Lost at sea
May 3rd, 2012 | Published in Uncategorized
This past weekend was the labor day holiday here in China. We had no classes on Monday; I took a long weekend and left town to spend some time with some friends in my old small-town China hangout.
When I came back, I paid a visit to my usual Xiamen haunt–the cafe in Jimei–because a student wanted to lend me a book she had just finished, “I Want to Talk to the World” by Hanhan. More on that when I read it.
I ran into a foreign friend and we chatted for a while. When I asked my friend about the holiday, my friend answered thusly: “Well, I went on a boat ride; and it started out fun, but ended horribly.”
The story was this: My friend had gone on a trip with a large group that was a mix of foreign teachers from Xiamen and their Chinese friends. They had rented three boats and driven them out away from the coast, where they tied the boats together and simply hung out and enjoyed the late spring day.
A couple of foreign guys were swimming in the water. One of those guys invited his girlfriend, a student at the university where he taught, to jump in. She couldn’t swim, so sombody got a life preserver from the boat and held it in the water. The two guys waited in the water, with the life preserver. They expected that she would jump in the water, float up to the surface, and then she could hold onto the life preserver.
She jumped in. For some reason, she didn’t float back up. A Chinese woman in the boat started shouting, “—- is in the water; — is in the water!” It took a moment for my friend to realize that this meant somebody was drowning. The people in the boats slowly flew into a panic. Those who could swim began diving and searching for her. Nobody could find her. Somebody called the police. No police boats came. The passengers told the hired hands driving the boats to separate the boats to continue looking. They found nothing.
My friend thought perhaps the girl had hit the water, panicked, began flailing her arms, and driven herself further underwater. It’s certainly imaginable. Jumping into the ocean can be very intimidating, especially deep, opaque water like the kind they were in. I can swim, but being in deep ocean water can still make me feel a little panicky.
I wasn’t there that day so I can’t give any more detail than that. They didn’t find the girl’s body that day, but they looked as long as they could; they continued looking long after it was clear that if they did find her, she would be dead.
I felt sick for a day after I heard the story.
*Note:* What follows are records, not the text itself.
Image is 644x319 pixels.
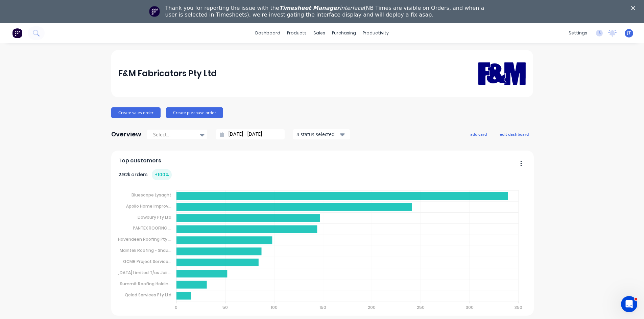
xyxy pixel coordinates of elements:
div: + 100 % [152,169,172,181]
button: Create sales order [111,107,161,118]
tspan: Dowbury Pty Ltd [138,214,171,220]
tspan: 200 [368,305,376,310]
div: 4 status selected [296,131,339,138]
img: Profile image for Team [149,6,160,17]
tspan: 150 [320,305,327,310]
span: JT [627,30,631,36]
tspan: GCMR Project Service... [123,259,171,264]
tspan: Maintek Roofing - Shau... [120,248,171,253]
div: F&M Fabricators Pty Ltd [118,67,217,80]
div: productivity [360,28,392,38]
div: Thank you for reporting the issue with the (NB Times are visible on Orders, and when a user is se... [165,5,484,18]
tspan: 300 [466,305,474,310]
tspan: Havendeen Roofing Pty ... [118,237,171,242]
tspan: 250 [417,305,425,310]
button: edit dashboard [495,130,533,138]
tspan: 350 [515,305,523,310]
tspan: 100 [271,305,278,310]
iframe: Intercom live chat [621,296,637,312]
a: dashboard [252,28,284,38]
tspan: 0 [175,305,177,310]
tspan: [DEMOGRAPHIC_DATA] Limited T/as Joii ... [85,270,171,275]
img: F&M Fabricators Pty Ltd [479,52,526,94]
tspan: Bluescope Lysaght [131,192,171,198]
div: settings [565,28,591,38]
tspan: Qclad Services Pty Ltd [125,292,171,298]
img: Factory [12,28,23,38]
div: sales [310,28,328,38]
div: purchasing [328,28,360,38]
tspan: 50 [222,305,228,310]
div: Overview [111,128,141,141]
i: interface [340,5,364,11]
span: Top customers [118,157,161,165]
div: Close [631,6,638,10]
button: Create purchase order [166,107,223,118]
tspan: PANTEX ROOFING ... [133,225,171,231]
button: 4 status selected [293,129,350,139]
tspan: Apollo Home Improv... [126,203,171,209]
tspan: Summit Roofing Holdin... [120,281,171,287]
div: products [284,28,310,38]
i: Timesheet Manager [279,5,340,11]
button: add card [466,130,492,138]
div: 2.92k orders [118,169,172,181]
I’m not sure why. I think part of the reason is because of the way it happened: People having fun, no flicker of an idea of death in any of their minds, and then, suddenly, death right in their midst.
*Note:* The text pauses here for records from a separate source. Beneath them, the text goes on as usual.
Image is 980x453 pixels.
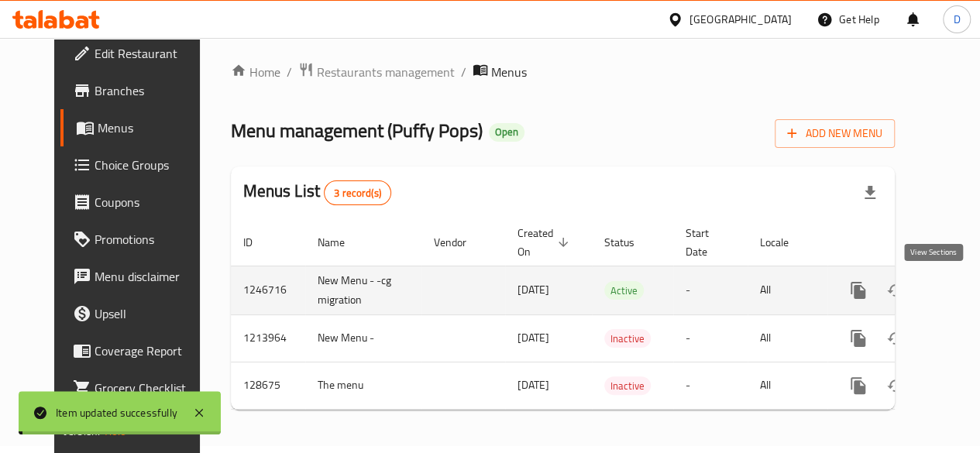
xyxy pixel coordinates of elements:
[461,63,467,81] li: /
[287,63,292,81] li: /
[305,314,421,362] td: New Menu -
[774,119,894,148] button: Add New Menu
[840,367,877,404] button: more
[952,10,960,28] span: D
[243,180,391,206] h2: Menus List
[60,369,218,406] a: Grocery Checklist
[748,362,828,408] td: All
[604,233,654,251] span: Status
[690,10,791,28] div: [GEOGRAPHIC_DATA]
[230,63,280,81] a: Home
[243,233,272,251] span: ID
[840,271,877,309] button: more
[517,224,573,261] span: Created On
[94,379,206,397] span: Grocery Checklist
[230,62,894,82] nav: breadcrumb
[877,271,914,309] button: Change Status
[673,266,748,314] td: -
[60,221,218,258] a: Promotions
[230,113,483,148] span: Menu management ( Puffy Pops )
[877,320,914,357] button: Change Status
[60,332,218,369] a: Coverage Report
[489,123,525,142] div: Open
[94,230,206,248] span: Promotions
[433,233,487,251] span: Vendor
[97,118,206,137] span: Menus
[60,258,218,295] a: Menu disclaimer
[673,362,748,408] td: -
[517,327,550,347] span: [DATE]
[748,266,828,314] td: All
[60,147,218,184] a: Choice Groups
[230,362,305,408] td: 128675
[60,72,218,109] a: Branches
[60,184,218,221] a: Coupons
[840,320,877,357] button: more
[305,362,421,408] td: The menu
[604,376,650,395] div: Inactive
[60,35,218,72] a: Edit Restaurant
[94,267,206,286] span: Menu disclaimer
[673,314,748,362] td: -
[686,224,729,261] span: Start Date
[877,367,914,404] button: Change Status
[56,404,177,421] div: Item updated successfully
[60,109,218,147] a: Menus
[324,181,391,206] div: Total records count
[489,126,525,139] span: Open
[94,44,206,63] span: Edit Restaurant
[748,314,828,362] td: All
[787,124,882,143] span: Add New Menu
[760,233,809,251] span: Locale
[317,63,454,81] span: Restaurants management
[94,305,206,323] span: Upsell
[517,375,550,395] span: [DATE]
[317,233,365,251] span: Name
[230,266,305,314] td: 1246716
[604,377,650,395] span: Inactive
[298,62,454,82] a: Restaurants management
[517,280,550,300] span: [DATE]
[491,63,527,81] span: Menus
[604,281,644,300] div: Active
[60,295,218,332] a: Upsell
[604,282,644,300] span: Active
[305,266,421,314] td: New Menu - -cg migration
[230,314,305,362] td: 1213964
[94,81,206,100] span: Branches
[94,193,206,211] span: Coupons
[851,174,889,211] div: Export file
[325,186,390,201] span: 3 record(s)
[604,329,650,347] span: Inactive
[94,155,206,174] span: Choice Groups
[94,342,206,360] span: Coverage Report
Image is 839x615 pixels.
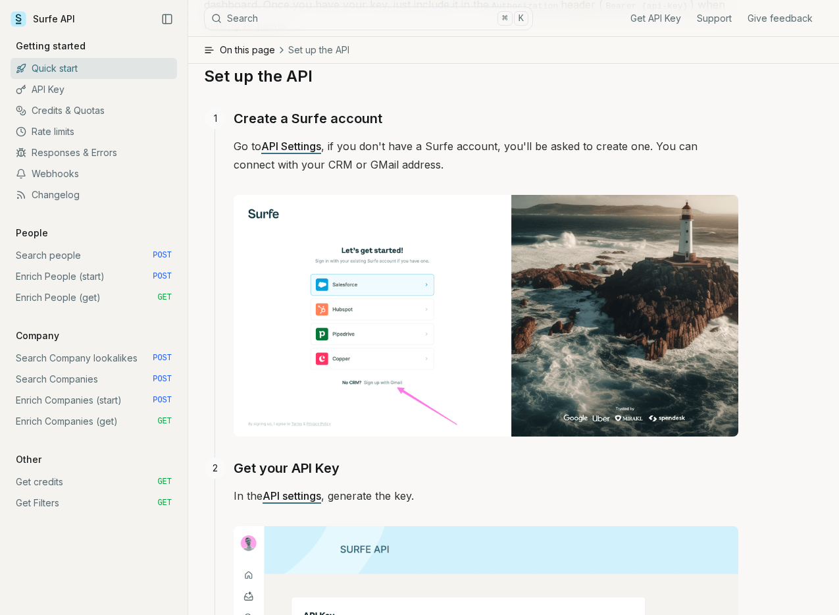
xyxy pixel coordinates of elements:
[498,11,512,26] kbd: ⌘
[748,12,813,25] a: Give feedback
[11,369,177,390] a: Search Companies POST
[11,163,177,184] a: Webhooks
[153,395,172,405] span: POST
[631,12,681,25] a: Get API Key
[234,108,382,129] a: Create a Surfe account
[11,266,177,287] a: Enrich People (start) POST
[11,348,177,369] a: Search Company lookalikes POST
[261,140,321,153] a: API Settings
[11,471,177,492] a: Get credits GET
[11,121,177,142] a: Rate limits
[11,245,177,266] a: Search people POST
[11,142,177,163] a: Responses & Errors
[697,12,732,25] a: Support
[514,11,529,26] kbd: K
[234,195,738,436] img: Image
[204,66,313,87] a: Set up the API
[11,39,91,53] p: Getting started
[153,271,172,282] span: POST
[234,137,738,174] p: Go to , if you don't have a Surfe account, you'll be asked to create one. You can connect with yo...
[11,100,177,121] a: Credits & Quotas
[157,9,177,29] button: Collapse Sidebar
[153,250,172,261] span: POST
[153,353,172,363] span: POST
[11,9,75,29] a: Surfe API
[11,492,177,513] a: Get Filters GET
[11,184,177,205] a: Changelog
[157,416,172,426] span: GET
[263,489,321,502] a: API settings
[234,457,340,478] a: Get your API Key
[11,58,177,79] a: Quick start
[204,7,533,30] button: Search⌘K
[11,226,53,240] p: People
[288,43,349,57] span: Set up the API
[11,390,177,411] a: Enrich Companies (start) POST
[157,498,172,508] span: GET
[157,477,172,487] span: GET
[153,374,172,384] span: POST
[11,79,177,100] a: API Key
[157,292,172,303] span: GET
[188,37,839,63] button: On this pageSet up the API
[11,453,47,466] p: Other
[11,411,177,432] a: Enrich Companies (get) GET
[11,287,177,308] a: Enrich People (get) GET
[11,329,65,342] p: Company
It also bothered me because I am a foreign teacher in the same city. I know my students well; I know some of their parents; I know my colleagues fairly well, too. Although I only know one person who was there on that boat that day, I know the incident was deeply troubling for that person. It must have been devastating for everybody else. And there’s the young girl who died.
The story is also an example of failed cross-cultural communication of tragic proportions: There’s the foreign guys who may not have really known to what degree the girl “couldn’t swim”. (Most Chinese I’ve met say they “can’t swim”, but they often mean, on clarification, that they don’t know how to swim in a formal way, but they know how to stay afloat. This girl really, really couldn’t swim, it seems.) There’s the girl herself, who may not have felt comfortable expressing hesitance to jump in; or if she did, clearly was not emphatic enough about it. And then there’s the people on the boat–the woman screaming “— is in the water!” without anyone initially understanding–who failed to communicate efficiently enough to find the girl in time.
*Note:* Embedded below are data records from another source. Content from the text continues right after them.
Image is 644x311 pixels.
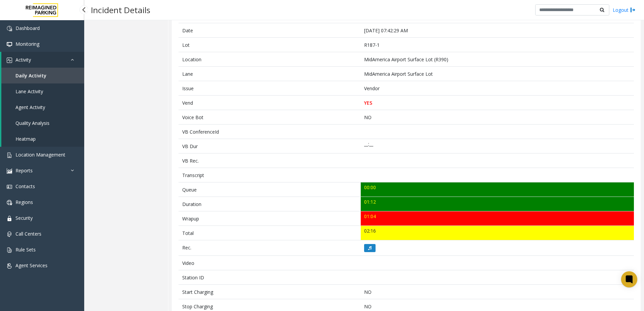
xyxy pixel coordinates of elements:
[361,52,634,67] td: MidAmerica Airport Surface Lot (R390)
[361,183,634,197] td: 00:00
[179,270,361,285] td: Station ID
[1,131,84,147] a: Heatmap
[1,115,84,131] a: Quality Analysis
[364,303,630,310] p: NO
[179,110,361,125] td: Voice Bot
[179,81,361,96] td: Issue
[15,199,33,205] span: Regions
[361,81,634,96] td: Vendor
[1,52,84,68] a: Activity
[15,88,43,94] span: Lane Activity
[361,211,634,226] td: 01:04
[179,168,361,183] td: Transcript
[179,183,361,197] td: Queue
[179,96,361,110] td: Vend
[179,285,361,299] td: Start Charging
[179,154,361,168] td: VB Rec.
[7,42,12,47] img: 'icon'
[1,68,84,84] a: Daily Activity
[179,256,361,270] td: Video
[7,263,12,269] img: 'icon'
[179,67,361,81] td: Lane
[15,167,33,174] span: Reports
[364,99,630,106] p: YES
[15,231,41,237] span: Call Centers
[630,6,636,14] img: logout
[179,226,361,240] td: Total
[364,289,630,296] p: NO
[15,57,31,63] span: Activity
[179,23,361,38] td: Date
[15,262,48,269] span: Agent Services
[7,152,12,158] img: 'icon'
[15,136,36,142] span: Heatmap
[15,183,35,190] span: Contacts
[361,226,634,240] td: 02:16
[15,41,39,47] span: Monitoring
[87,2,154,18] h3: Incident Details
[179,38,361,52] td: Lot
[179,211,361,226] td: Wrapup
[15,25,40,31] span: Dashboard
[361,38,634,52] td: R187-1
[361,23,634,38] td: [DATE] 07:42:29 AM
[15,104,45,111] span: Agent Activity
[15,72,46,79] span: Daily Activity
[15,152,65,158] span: Location Management
[7,200,12,205] img: 'icon'
[361,139,634,154] td: __:__
[361,67,634,81] td: MidAmerica Airport Surface Lot
[7,247,12,253] img: 'icon'
[179,197,361,211] td: Duration
[1,99,84,115] a: Agent Activity
[613,6,636,14] a: Logout
[364,114,630,121] p: NO
[1,84,84,99] a: Lane Activity
[7,231,12,237] img: 'icon'
[7,216,12,221] img: 'icon'
[15,246,36,253] span: Rule Sets
[179,139,361,154] td: VB Dur
[7,26,12,31] img: 'icon'
[7,168,12,174] img: 'icon'
[15,120,49,126] span: Quality Analysis
[179,52,361,67] td: Location
[7,184,12,190] img: 'icon'
[179,125,361,139] td: VB ConferenceId
[15,215,33,221] span: Security
[361,197,634,211] td: 01:12
[7,58,12,63] img: 'icon'
[179,240,361,256] td: Rec.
The whole thing is a nightmare. It should never have happened, and yet it did. It is shockingly sad and undoubtedly shockingly painful to everyone involved. And it says a few things: For one, foreigners in China are not always as safe as they believe themselves to be. We talk about the crazy traffic, the lax safety standards at construction sites, but we also take unnecessary risks sometimes. Two, you must know and respect other peoples’ boundaries and not push them to take risks they don’t want to take. I’m not saying anybody was convincing anybody in this instance–I don’t know if they were. But it’s clear that if these guys were trying to convince this girl to jump in, they’re going to regret it as long as they live.
This is the third time an acquaintance of mine has been present when somebody else drowned: In the second instance, a child drowned in a pool. In the third, a high school classmate of mine drowned in a river in our hometown when he got a cramp while swimming.
All these instances were very different, but all were completely sickening in their simplicity, in how quickly the deaths occurred, in the helpless regret those present surely felt. All occurred while people were ostensibly having fun nearby, which only adds to the horror.
Actually, Wikipedia puts it pretty succinctly:
Drowning itself is quick and silent, although it may be preceded by distress which is more visible. A person drowning is unable to shout or call for help, or seek attention, as they cannot obtain enough air. The instinctive drowning response is the final set of autonomic reactions in the 20 to 60 seconds before sinking underwater, and to the untrained eye can look similar to calm safe behavior. Lifeguards and other persons trained in rescue learn to recognize drowning people by watching for these instinctive movements.
So when you’re near open water, keep your eyes open and be safe. It might seem like a beautiful, balmy day; but there’s danger right by your side.